On 11 April, the Independent Commission on Banking in the UK, chaired by Oxford economist John Vickers, published its much-awaited interim report on reform options for British banking. This column argues that despite its critics, the policy proposals are a significant milestone not only for the UK, but for European and global banking reform.

The Independent Commission on Banking, set up last year by the newly elected UK government and chaired by Oxford economist John Vickers, published its much awaited interim report on reform options for British banking on 11 April (ICB 2011). The policy proposals, to be confirmed in a final report in September, are a significant milestone not only for the UK, but beyond it for European and global banking reform.

Much of the comment has concentrated on whether the recommendations are too timid. The Vickers Commission wants to preserve UK competitiveness. It did not suggest radical moves such as, say, a break-up of UK-based banks or dramatically higher capital requirements. However, this does not impair the report’s value. The big banks’ political leverage is an undeniable impediment to financial reform. But equally important is the generally prevailing lack of analytical clarity on what should be done, independently of this constraint. On this count, the Vickers Commission makes two important contributions.

Clarifying the framework for regulatory analysis

First, the report makes the clearest attempt to date to introduce some form of regulatory separation between domestic and international financial services.

  • Wholesale and investment banking mostly consists of tradable services whose provision can easily be moved from one country to another while still serving the same clients, primarily large investors and large companies. This makes them fiendishly difficult to regulate in a single jurisdiction.
  • Retail banking, by contrast, is essentially non-tradable. Most households or small businesses will not go abroad to open a bank account or seek a loan.

By differentiating between the two, the report introduces a credible framework for regulating retail activities in a UK-only context, while leaving internationally tradable financial services to the international negotiations, including ongoing ones at the Financial Stability Board, where they belong.

No doubt setting a workable boundary between retail and wholesale operations within the same financial group will be a big practical challenge, not unlike the difficulties surrounding the US implementation of the “Volcker rule” prohibiting proprietary trading in deposit-taking institutions. But the report is probably right to see it as manageable.

The report avoids the flawed conventional wisdom that paints retail banking as a regulated “utility” function and investment banking as a deregulated “casino”. In reality, both segments are vulnerable to misguided risk-taking and relevant to systemic risk analysis (think Northern Rock for retail, and Lehman for wholesale). Both must be subject to adequate regulation. But corresponding regulatory frameworks can and should be differentiated.

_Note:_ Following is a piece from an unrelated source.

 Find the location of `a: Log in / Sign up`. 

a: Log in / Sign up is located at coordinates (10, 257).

The core mistake of UK regulators before the crisis was to neglect this distinction retail and wholesale/investment banking. The decision to apply a supervisory “light touch” to the wholesale activities of the City of London was indefensibly extended to the oversight of large British retail banks, such as Northern Rock, Halifax Bank of Scotland, and Royal Bank of Scotland, with disastrous results.

Competing international financial centres such as Hong Kong, Singapore, and Switzerland (in spite of the problems at UBS) appear to have done a better job of applying conservative prudential norms to domestic retail banks, while making themselves attractive to internationally mobile wholesale financial intermediaries, at least in the decade preceding the crisis. The reason why this did not happen in London may be a form of financial mercantilism: the UK authorities liked the prospect of big domestic banks such as RBS becoming global champions, which encouraged complacency. In any case, the Vickers proposals could prove successful at correcting this imbalance.

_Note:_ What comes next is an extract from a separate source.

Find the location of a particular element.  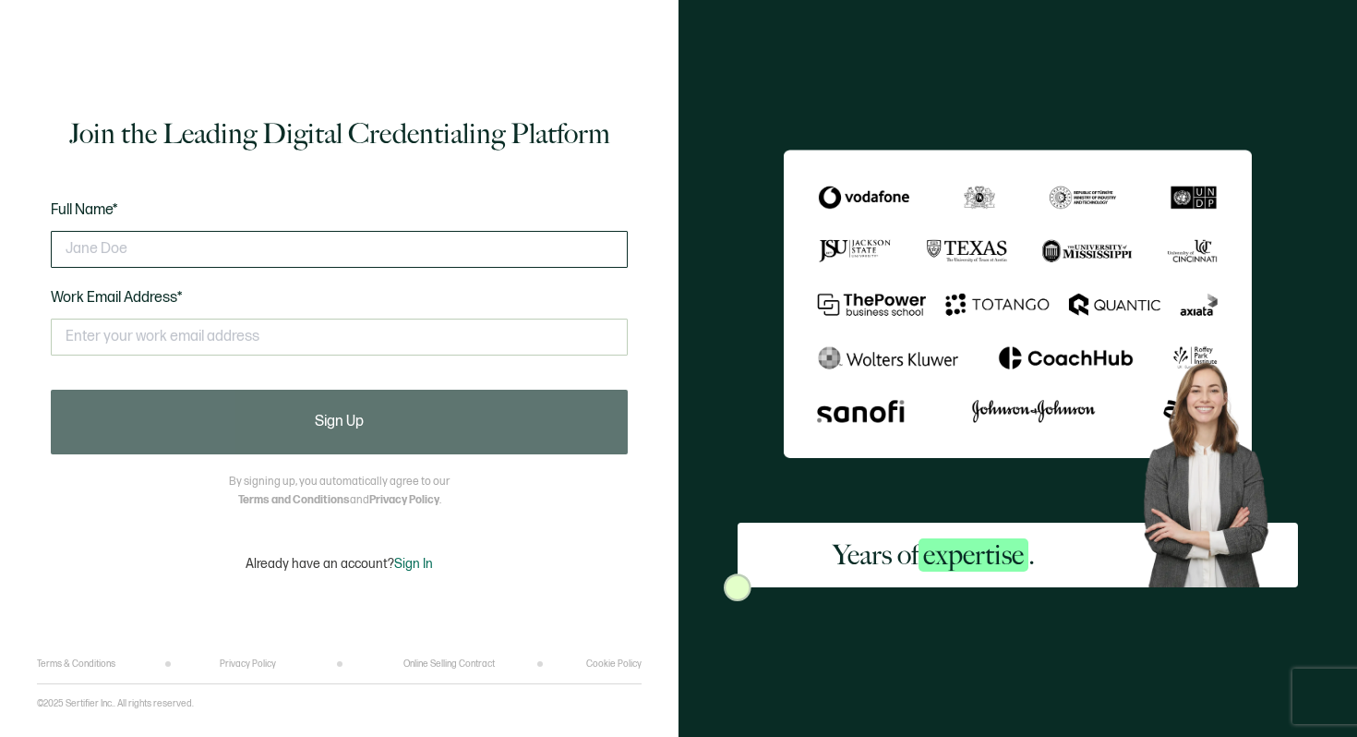

img: Sertifier Signup - Years of <span class="strong-h">expertise</span>. Hero is located at coordinates (1214, 469).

The second important contribution is the way the report positions competition policy as a core component of banking reform – perhaps unsurprisingly, as John Vickers is a former competition regulator. For a number of reasons, financial supervisors often have a bias towards concentrated financial systems and tend to downplay the potential role of competition in ensuring market discipline and financial stability. But more competition is an indispensable response to the challenge of too-big-to-fail financial firms. The interim report logically focuses its remarks in this area on the UK context and retail banking. An adequate cross-border competition policy framework, though politically difficult to create, would be equally vital to the proper regulation of wholesale and investment banking at international level.

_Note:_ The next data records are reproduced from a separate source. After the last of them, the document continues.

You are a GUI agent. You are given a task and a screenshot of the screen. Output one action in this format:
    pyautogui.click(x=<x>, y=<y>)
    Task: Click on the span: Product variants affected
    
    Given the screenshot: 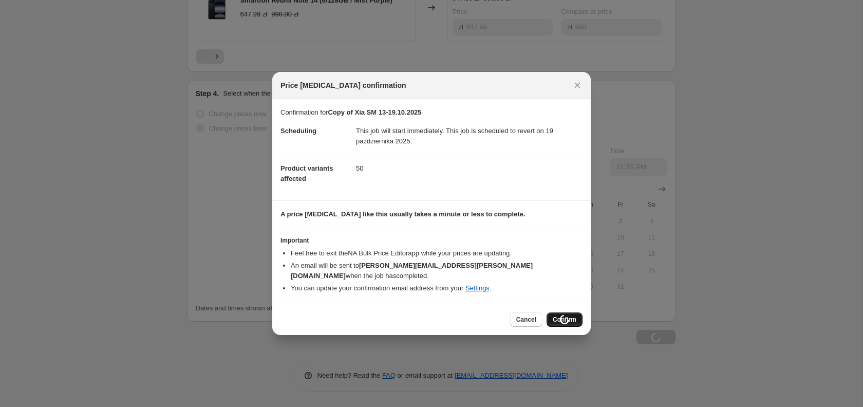 What is the action you would take?
    pyautogui.click(x=307, y=173)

The interim report is centred on the UK, but it has broader relevance for the European Union. At first glance, the ring-fencing of UK retail operations appears to contradict the vision of a single EU market for financial services. But because the financial sector requires effective regulation to function well, this vision requires adequate institutions to be credible, i.e. centralised authorities for the supervision and, in case of failure, resolution of banks with a pan-European reach (Véron, 2007). As long as these do not exist – and the newly created European Banking Authority still falls well short – the single banking market must remain a fiction. By highlighting this contradiction, the Vickers Commission also provides a valuable public service to the EU.

References

Independent Commission on Banking (2011), “Interim Report – Consultation on Reform Options”, April.

Véron, Nicolas (2007), “Is Europe Ready for a Major Banking Crisis?”, Bruegel Policy Brief 2007/03, August.